You can use string iterators to do your dirty work.

std::string str = "hello world";

std::string::const_iterator pos = std::find(string.begin(), string.end(), ' '); // Split at ' '.

std::string left(str.begin(), pos);
std::string right(pos + 1, str.end());

// Echoes "hello|world".
std::cout << left << "|" << right << std::endl;
void split(string StringToSplit, string Separators)
{
    size_t EndPart1 = StringToSplit.find_first_of(Separators)
    string Part1 = StringToSplit.substr(0, EndPart1);
    string Part2 = StringToSplit.substr(EndPart1 + 1);
}

The answer is no. You have to break them up using one of the library functions.

Something I use:

std::vector<std::string> parse(std::string l, char delim) 
{
    std::replace(l.begin(), l.end(), delim, ' ');
    std::istringstream stm(l);
    std::vector<std::string> tokens;
    for (;;) {
        std::string word;
        if (!(stm >> word)) break;
        tokens.push_back(word);
    }
    return tokens;
}

You can also take a look at the basic_streambuf<T>::underflow() method and write a filter.
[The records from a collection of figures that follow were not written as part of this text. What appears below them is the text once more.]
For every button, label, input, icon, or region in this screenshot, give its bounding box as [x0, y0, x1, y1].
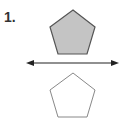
right-arrowhead-icon [111, 60, 119, 66]
line-of-reflection [26, 60, 119, 66]
original-pentagon [50, 10, 95, 54]
reflection-diagram [0, 0, 126, 125]
image-pentagon [50, 73, 95, 117]
left-arrowhead-icon [26, 60, 34, 66]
There is no common way doing this.

I prefer the boost::tokenizer , its header only and easy to use.

What the heck... Here's my version...

Note: Splitting on ("XZaaaXZ", "XZ") will give you 3 strings. 2 of those strings will be empty, and won't be added to theStringVector if theIncludeEmptyStrings is false.
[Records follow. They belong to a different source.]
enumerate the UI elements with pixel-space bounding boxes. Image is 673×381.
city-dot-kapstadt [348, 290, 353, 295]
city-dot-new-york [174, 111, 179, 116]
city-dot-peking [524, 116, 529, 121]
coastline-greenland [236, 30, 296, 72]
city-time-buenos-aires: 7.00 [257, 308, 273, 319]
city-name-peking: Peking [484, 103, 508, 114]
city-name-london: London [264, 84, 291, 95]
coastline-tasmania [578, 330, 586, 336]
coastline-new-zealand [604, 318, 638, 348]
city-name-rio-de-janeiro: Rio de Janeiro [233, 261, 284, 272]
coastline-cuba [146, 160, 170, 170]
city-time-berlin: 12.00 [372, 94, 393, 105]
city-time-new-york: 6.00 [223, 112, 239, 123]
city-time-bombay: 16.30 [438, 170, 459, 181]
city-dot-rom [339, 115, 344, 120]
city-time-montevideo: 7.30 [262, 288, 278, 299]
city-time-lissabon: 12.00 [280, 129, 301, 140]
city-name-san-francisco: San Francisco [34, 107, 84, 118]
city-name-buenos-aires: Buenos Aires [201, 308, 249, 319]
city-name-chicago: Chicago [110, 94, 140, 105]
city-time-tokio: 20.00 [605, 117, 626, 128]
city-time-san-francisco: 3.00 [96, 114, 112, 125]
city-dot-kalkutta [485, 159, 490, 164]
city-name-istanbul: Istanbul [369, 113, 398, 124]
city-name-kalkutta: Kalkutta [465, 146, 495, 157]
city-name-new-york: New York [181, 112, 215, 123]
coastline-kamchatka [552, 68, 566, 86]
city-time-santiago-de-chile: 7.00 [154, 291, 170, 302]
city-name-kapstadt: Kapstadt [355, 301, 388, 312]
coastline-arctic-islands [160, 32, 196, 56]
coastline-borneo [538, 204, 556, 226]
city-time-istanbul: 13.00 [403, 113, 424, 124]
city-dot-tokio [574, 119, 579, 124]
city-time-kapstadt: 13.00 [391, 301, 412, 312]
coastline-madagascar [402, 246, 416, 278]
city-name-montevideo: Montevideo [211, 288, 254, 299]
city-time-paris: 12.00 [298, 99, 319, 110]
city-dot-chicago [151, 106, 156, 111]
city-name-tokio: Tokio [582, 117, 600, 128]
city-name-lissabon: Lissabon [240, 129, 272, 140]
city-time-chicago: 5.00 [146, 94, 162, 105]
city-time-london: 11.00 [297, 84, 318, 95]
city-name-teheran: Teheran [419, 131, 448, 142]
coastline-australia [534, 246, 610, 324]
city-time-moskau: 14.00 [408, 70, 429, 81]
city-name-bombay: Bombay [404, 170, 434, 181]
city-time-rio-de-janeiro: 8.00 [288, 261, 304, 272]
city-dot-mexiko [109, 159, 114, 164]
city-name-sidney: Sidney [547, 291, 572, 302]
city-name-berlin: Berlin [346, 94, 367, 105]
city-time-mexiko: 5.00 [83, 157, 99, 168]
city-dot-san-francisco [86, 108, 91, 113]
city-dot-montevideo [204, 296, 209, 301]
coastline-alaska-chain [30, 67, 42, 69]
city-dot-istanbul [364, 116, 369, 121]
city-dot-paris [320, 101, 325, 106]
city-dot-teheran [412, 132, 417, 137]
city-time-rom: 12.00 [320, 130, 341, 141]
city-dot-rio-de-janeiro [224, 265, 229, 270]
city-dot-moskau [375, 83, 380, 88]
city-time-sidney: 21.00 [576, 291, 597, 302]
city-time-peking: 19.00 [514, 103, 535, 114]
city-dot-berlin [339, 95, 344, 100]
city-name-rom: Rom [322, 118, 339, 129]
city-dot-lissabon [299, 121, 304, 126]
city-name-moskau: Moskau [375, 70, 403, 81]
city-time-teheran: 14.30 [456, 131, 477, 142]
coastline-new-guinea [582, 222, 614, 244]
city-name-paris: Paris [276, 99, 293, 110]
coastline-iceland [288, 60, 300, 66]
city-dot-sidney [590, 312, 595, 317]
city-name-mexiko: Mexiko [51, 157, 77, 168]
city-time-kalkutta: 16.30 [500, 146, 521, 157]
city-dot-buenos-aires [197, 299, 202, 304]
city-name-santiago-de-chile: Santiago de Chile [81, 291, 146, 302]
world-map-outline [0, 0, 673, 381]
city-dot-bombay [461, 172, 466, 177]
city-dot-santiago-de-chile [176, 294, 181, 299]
Delimiter is not any element in the set, but rather matches that exact string.

 inline void
StringSplit( vector<string> * theStringVector,  /* Altered/returned value */
             const  string  & theString,
             const  string  & theDelimiter,
             bool             theIncludeEmptyStrings = false )
{
  UASSERT( theStringVector, !=, (vector<string> *) NULL );
  UASSERT( theDelimiter.size(), >, 0 );

  size_t  start = 0, end = 0, length = 0;

  while ( end != string::npos )
  {
    end = theString.find( theDelimiter, start );

      // If at end, use length=maxLength.  Else use length=end-start.
    length = (end == string::npos) ? string::npos : end - start;

    if (    theIncludeEmptyStrings
         || (   ( length > 0 ) /* At end, end == length == string::npos */
             && ( start  < theString.size() ) ) )
      theStringVector -> push_back( theString.substr( start, length ) );

      // If at end, use start=maxSize.  Else use start=end+delimiter.
    start = (   ( end > (string::npos - theDelimiter.size()) )
              ?  string::npos  :  end + theDelimiter.size()     );
  }
}


inline vector<string>
StringSplit( const  string  & theString,
             const  string  & theDelimiter,
             bool             theIncludeEmptyStrings = false )
{
  vector<string> v;
  StringSplit( & v, theString, theDelimiter, theIncludeEmptyStrings );
  return v;
}

C strings

Simply insert a \\0 where you wish to split. This is about as built-in as you can get with standard C functions.

This function splits on the first occurance of a char separator, returning the second string.

char *split_string(char *str, char separator) {
    char *second = strchr(str, separator);
    if(second == NULL)
        return NULL;

    *second = '\0';
    ++second;
    return second;
}

A fairly simple method would be to use the c_str() method of std::string to get a C-style character array, then use strtok() to tokenize the string. Not quite as eloquent as some of the other solutions listed here, but it's easy and works.